Wednesday, January 13, 2010

Mmm-mmm Cadmium, Part I

Via ProMED-mail: the Associated Press found cadmium in children's jewelry imported to the US from China. The LA Times reports:

For China's low-cost jewelry makers, it was an open trade secret: The metal cadmium is shiny, strong and malleable at low temperatures, regardless of its health hazards. And it's cheap.
Despite the risks, manufacturers in factories ringing this city on China's east coast say their top priority is profit. So offering cut-rate goods often means using lower quality materials, including cadmium, which is known to cause cancer.
"Business is business, and it's all up to our client," said He Huihua, manager of the Suiyuan Jewelry Shop at International Trade City in Yiwu[...]
Asked what he thought about the health risks associated with cadmium and other toxic metals, He said: "I can't be overly concerned about that."


PlagueBlog recommends a trade embargo.

Saturday, January 09, 2010

Mmm-mmm Melamine, Part M

Via ProMED-mail: another melamine scandal has broken in China, once again belatedly, and once again involving tainted milk. The Wall Street Journal reports that the two-month investigation of Shanghai Panda Dairy Company began almost a year ago.

Shanghai Panda, one of the nation's smaller dairies, was among 22 companies originally implicated in the 2008 scandal and was briefly shut by quality inspectors.
Now, among the allegations against the company are that instead of destroying its melamine-tainted product that had been recalled in 2008, Shanghai Panda reconstituted the milk into new products.


Lovely.

Sunday, January 03, 2010

Prion Evolution

Ed Yong discusses prion evolution in his blog at ScienceBlogs:

Jiali Li from the Scripps Institute in Florida has found that prions - the infectious proteins behind mad cow disease, CJD and kuru - are capable of Darwinian evolution, all without a single strand of DNA or its sister molecule RNA.
Prions are rogue version of a protein called PrP. Like all proteins, they are made up of chains of amino acids that fold into a complex three-dimensional structure. Prions are versions of PrP that have folded incorrectly and this misfolded form, called PrPSc, is social, evangelical and murderous. It converts normal prion proteins into a likeness of its abnormal self, and it rapidly gathers together in large clumps that damage and kill surrounding tissues.
Li has found that variation can creep into populations of initially identical prions. Their amino acid sequence stays the same but their already abnormal structures become increasingly twisted. These "mutant" forms have varying degrees of success in different environments. Some do well in brain tissue; others thrive in other types of cell. In each case, natural selection culls the least successful ones. The survivors pass on their structure to the "next generation", by altering the folds of normal prion proteins.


■ ASSIGNMENT
Each line from the one containing "Fetch bounding box of 'woman'." through the final line below must be reproduced exactly, and no others.

** PROVIDED ENTRIES follows **

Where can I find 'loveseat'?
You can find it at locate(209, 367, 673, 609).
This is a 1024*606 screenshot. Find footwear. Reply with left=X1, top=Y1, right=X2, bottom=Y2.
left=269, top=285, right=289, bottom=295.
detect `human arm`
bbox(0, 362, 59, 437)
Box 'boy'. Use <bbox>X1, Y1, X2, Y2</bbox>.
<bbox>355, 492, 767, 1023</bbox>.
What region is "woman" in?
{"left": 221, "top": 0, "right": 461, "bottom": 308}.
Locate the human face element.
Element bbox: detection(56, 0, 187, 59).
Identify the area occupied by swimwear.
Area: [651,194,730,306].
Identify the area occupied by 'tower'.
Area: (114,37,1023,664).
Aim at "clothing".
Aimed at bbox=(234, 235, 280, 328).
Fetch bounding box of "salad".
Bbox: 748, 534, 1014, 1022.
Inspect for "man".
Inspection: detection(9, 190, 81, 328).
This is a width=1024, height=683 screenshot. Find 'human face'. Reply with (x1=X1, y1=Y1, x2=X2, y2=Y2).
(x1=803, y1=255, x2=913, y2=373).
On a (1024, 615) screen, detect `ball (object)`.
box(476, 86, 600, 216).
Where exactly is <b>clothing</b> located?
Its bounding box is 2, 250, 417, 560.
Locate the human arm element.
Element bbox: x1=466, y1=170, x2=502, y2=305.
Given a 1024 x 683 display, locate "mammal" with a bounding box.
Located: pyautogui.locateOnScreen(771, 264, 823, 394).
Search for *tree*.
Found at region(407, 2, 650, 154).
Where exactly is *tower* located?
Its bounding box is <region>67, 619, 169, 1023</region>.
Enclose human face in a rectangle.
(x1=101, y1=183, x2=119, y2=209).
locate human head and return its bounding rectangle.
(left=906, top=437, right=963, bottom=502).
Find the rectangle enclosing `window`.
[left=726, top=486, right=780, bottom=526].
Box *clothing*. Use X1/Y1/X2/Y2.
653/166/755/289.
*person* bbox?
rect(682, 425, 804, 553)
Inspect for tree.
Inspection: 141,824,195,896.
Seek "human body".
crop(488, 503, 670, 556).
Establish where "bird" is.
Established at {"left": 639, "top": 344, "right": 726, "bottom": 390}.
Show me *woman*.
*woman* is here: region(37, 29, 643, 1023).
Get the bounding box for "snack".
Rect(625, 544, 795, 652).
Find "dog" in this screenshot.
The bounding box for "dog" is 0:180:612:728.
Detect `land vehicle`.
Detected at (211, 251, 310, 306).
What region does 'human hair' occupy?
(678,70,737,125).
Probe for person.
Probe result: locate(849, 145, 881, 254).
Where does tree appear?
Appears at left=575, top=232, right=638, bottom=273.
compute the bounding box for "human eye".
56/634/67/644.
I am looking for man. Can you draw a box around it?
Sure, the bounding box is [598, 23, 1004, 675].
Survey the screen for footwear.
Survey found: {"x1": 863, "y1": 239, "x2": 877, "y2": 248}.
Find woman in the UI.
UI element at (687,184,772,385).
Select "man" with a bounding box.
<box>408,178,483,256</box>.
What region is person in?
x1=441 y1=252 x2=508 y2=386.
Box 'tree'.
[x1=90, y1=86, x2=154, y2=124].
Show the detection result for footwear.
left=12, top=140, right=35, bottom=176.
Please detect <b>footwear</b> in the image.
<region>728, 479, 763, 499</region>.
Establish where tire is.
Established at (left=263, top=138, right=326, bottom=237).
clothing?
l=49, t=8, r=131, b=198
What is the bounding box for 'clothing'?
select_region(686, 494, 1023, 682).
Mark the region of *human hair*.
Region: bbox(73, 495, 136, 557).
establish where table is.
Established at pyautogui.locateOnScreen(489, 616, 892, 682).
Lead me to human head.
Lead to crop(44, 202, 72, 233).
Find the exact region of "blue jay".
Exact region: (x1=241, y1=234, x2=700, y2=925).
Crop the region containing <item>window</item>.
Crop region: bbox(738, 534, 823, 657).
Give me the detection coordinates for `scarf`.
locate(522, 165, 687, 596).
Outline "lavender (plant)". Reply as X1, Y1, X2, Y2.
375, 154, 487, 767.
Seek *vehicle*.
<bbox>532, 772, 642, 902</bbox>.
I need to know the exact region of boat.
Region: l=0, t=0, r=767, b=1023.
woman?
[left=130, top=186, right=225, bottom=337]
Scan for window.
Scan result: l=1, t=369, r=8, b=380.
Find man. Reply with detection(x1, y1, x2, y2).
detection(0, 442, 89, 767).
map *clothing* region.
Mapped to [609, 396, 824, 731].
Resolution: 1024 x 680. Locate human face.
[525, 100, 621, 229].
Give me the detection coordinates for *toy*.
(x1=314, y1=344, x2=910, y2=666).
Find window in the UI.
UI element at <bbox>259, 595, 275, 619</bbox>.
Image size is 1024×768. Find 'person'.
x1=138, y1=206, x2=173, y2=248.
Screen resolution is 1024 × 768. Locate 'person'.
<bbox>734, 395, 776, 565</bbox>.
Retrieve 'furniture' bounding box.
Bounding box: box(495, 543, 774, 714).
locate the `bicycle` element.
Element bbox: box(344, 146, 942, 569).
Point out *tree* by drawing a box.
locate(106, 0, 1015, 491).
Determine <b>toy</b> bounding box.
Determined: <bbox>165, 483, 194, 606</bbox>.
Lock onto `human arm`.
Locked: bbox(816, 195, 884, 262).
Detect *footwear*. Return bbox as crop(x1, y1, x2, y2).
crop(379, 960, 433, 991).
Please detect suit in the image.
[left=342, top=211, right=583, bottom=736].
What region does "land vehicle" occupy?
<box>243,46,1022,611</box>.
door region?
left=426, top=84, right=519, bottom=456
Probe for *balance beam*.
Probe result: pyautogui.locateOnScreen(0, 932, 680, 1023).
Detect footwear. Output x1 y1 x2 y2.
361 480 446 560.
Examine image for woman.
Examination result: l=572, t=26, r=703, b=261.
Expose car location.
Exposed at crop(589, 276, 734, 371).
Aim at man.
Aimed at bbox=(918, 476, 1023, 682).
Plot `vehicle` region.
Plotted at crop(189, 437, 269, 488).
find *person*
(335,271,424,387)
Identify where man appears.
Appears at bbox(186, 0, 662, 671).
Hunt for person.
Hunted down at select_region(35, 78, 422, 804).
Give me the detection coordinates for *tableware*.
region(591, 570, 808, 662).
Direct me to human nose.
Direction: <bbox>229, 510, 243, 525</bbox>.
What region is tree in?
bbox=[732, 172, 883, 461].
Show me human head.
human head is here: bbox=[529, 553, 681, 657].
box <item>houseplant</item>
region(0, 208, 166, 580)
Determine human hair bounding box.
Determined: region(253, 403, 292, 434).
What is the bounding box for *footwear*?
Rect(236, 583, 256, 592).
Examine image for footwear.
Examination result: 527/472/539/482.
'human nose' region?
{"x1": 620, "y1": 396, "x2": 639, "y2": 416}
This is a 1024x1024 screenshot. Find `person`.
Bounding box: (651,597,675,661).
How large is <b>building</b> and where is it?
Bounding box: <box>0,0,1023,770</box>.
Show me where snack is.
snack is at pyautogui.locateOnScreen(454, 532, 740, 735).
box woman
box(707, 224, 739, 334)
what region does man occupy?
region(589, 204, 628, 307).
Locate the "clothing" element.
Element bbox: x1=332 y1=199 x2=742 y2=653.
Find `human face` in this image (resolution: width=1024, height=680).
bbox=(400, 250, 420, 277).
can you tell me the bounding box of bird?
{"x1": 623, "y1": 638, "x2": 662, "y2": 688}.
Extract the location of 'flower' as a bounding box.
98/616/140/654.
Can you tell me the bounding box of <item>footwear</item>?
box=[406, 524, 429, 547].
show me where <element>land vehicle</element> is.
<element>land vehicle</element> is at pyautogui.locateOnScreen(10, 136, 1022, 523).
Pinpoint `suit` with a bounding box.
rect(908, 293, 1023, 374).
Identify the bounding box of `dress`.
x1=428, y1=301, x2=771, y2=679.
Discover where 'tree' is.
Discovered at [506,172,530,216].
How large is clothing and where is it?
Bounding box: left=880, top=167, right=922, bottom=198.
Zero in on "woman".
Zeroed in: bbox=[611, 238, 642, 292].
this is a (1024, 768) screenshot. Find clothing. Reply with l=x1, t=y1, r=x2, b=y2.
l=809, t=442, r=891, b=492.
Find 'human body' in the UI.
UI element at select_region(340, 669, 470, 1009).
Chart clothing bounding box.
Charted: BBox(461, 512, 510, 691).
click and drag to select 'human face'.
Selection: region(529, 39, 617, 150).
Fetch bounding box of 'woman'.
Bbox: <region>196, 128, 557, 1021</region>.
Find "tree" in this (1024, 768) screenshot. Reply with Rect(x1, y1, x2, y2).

** End of PROVIDED ENTRIES **

■ YOUR RESPONSE
Fetch bounding box of 'woman'.
Bbox: <region>196, 128, 557, 1021</region>.
Find "tree" in this (1024, 768) screenshot. Reply with Rect(x1, y1, x2, y2).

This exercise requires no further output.